YOUNG CHILDREN are getting fat on a fast food diet and inadequate exercise; this because they are getting hooked on video games which do not require strenuous activity. Both habits are copied from the American lifestyle favoured by many young people.
The heightened obesity levels have been found in a UWI study done in collaboration with the Ministry of Health in the areas of recreation and nutrition.
The study involved children ages 11 to 12. It found that consumption of foods high in fat and low in vitamins, the common fare in many fast food establishments, in combination with inadequate physical exercise is leading to overweight.
The video games are obviously habit-forming and, as a form of recreation, are easily accessible in an urban setting, in contrast to the paucity of outdoor playing fields. The fast foods rarely approach the nutrition levels experts in the field would recommend.

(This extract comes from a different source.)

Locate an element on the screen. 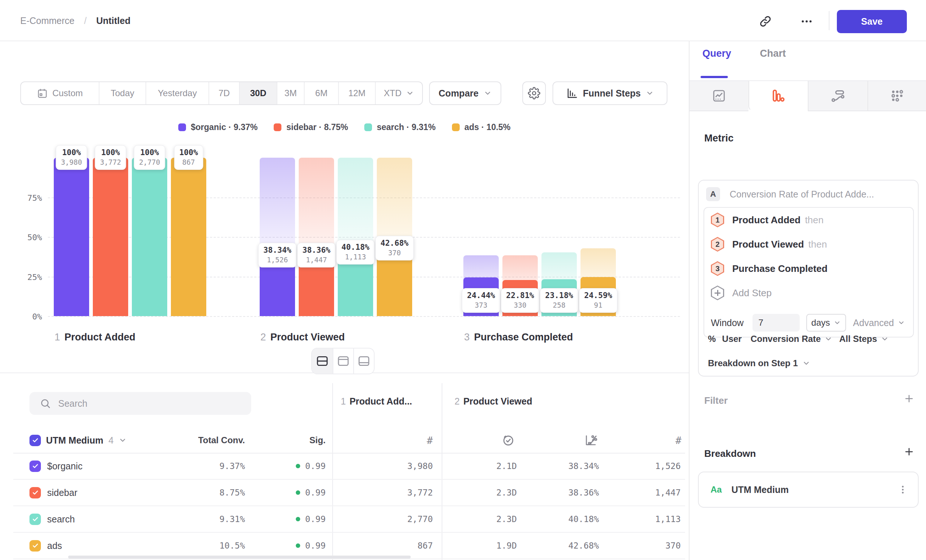 The height and width of the screenshot is (560, 926). funnel-bar-ads-step1 is located at coordinates (189, 237).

To counter the trend the Jamaica Foundation for Cardiac Disease has launched a 'Heart for Life' campaign aimed at improving nutrition and more physical activity among children.
An educational component will be supplied by the Ministry of Health to educate students in the importance of exercise for good health; an aerobics competition will involve ten schools from each of six regions under the Ministry of Health to promote nutrition and healthy exercise.
While this campaign is laudable in its stated objectives we wonder about the role of homes and families in this matter of nutrition and recreation.
It seems to us that parents and guardians must have a primary role in determining what children eat; and indeed the kinds of games they play. Bear in mind that the university study targeted grade four students in the primary school system. These are not yet the potentially difficult teen years in which peer pressure and negative influences play a role.
There is some irony in the observation that street children, for example, have no problems with obesity and perhaps no access to video games.